18th – 30th January 2015 Iquitos, Amazon Rainforest – Peru
I spent nearly 2 weeks in the Amazon rainforest with a group of amazing people attending a retreat. People living in the jungle are very loving, they live a simple life where they are able to be happy with very little.
The nature is very much alive, you hear its sound all the time. I liked to fell asleep listening to it. It was safe sleeping in our tambo (wooden based bungalows, the rest is mosquito net -still I got lots of mosquito bites all the time-, all covered with palm leaves on the top); although some nights we heard strange screams.
I was there at the rainy season, so we had some refreshing rain, but in an hour or two hot sun was shining above us again.
The plants of the jungle are exotic, colourful and powerful, many of them are used as medicine, we also tried a few of them and met the healers working and healing with them. The amazing handmade works of local people also impressed me.
After the end of the 2nd week we were transported back to civilization, Iquitos on pequepeques, a small public motorized boat.
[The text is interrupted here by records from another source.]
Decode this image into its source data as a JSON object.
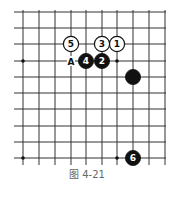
{
  "diagram": {
    "caption": "图 4-21",
    "grid": {
      "x_lines": [
        23,
        39,
        55,
        71,
        86,
        102,
        117,
        133,
        149,
        165
      ],
      "y_lines": [
        12,
        28,
        44,
        61,
        77,
        93,
        109,
        126,
        142,
        158
      ],
      "line_color": "#333333"
    },
    "star_points": [
      [
        23,
        61
      ],
      [
        117,
        61
      ],
      [
        23,
        158
      ],
      [
        117,
        158
      ]
    ],
    "stones": [
      {
        "color": "white",
        "label": "1",
        "x": 117,
        "y": 44
      },
      {
        "color": "black",
        "label": "2",
        "x": 102,
        "y": 61
      },
      {
        "color": "white",
        "label": "3",
        "x": 102,
        "y": 44
      },
      {
        "color": "black",
        "label": "4",
        "x": 86,
        "y": 61
      },
      {
        "color": "white",
        "label": "5",
        "x": 71,
        "y": 44
      },
      {
        "color": "black",
        "label": "6",
        "x": 133,
        "y": 158
      },
      {
        "color": "black",
        "label": "",
        "x": 133,
        "y": 77
      }
    ],
    "markers": [
      {
        "label": "A",
        "x": 71,
        "y": 61
      }
    ]
  }
}
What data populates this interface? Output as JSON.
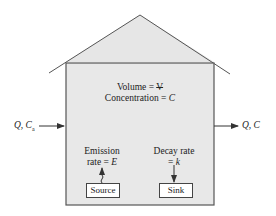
{
  "diagram": {
    "type": "box-model / house",
    "colors": {
      "fill": "#e8e8e8",
      "stroke": "#555555",
      "text": "#222222"
    },
    "interior": {
      "volume_label": "Volume = ",
      "volume_symbol": "V",
      "concentration_label": "Concentration = ",
      "concentration_symbol": "C"
    },
    "inflow": {
      "label": "Q, C",
      "subscript": "a"
    },
    "outflow": {
      "label": "Q, C"
    },
    "emission": {
      "line1": "Emission",
      "line2": "rate = ",
      "symbol": "E"
    },
    "decay": {
      "line1": "Decay rate",
      "line2": "= ",
      "symbol": "k"
    },
    "source_label": "Source",
    "sink_label": "Sink"
  }
}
Iquitos is a crazy, colourful and very alert city, the largest in the Peruvian rainforest. Once it must have been a stylish place looking at their ceramic tiled houses.
Along the Amazon river lies more than half of the planet's rain forests, and today there are about 150,000 species of plants growing there, which are little known by its healing power (so far, only 5% have been identified as a medicinal potential) in the Amazon.
Amazon is one of the world’s new seven natural wonders and is in danger, just as its inhabitants are.
Due to the western models of industrial development the Amazon suffers an environmental crisis and is in great danger, as well as the indigenous people living there. The serious pollution of the river is caused by the oil production and the reckless logging.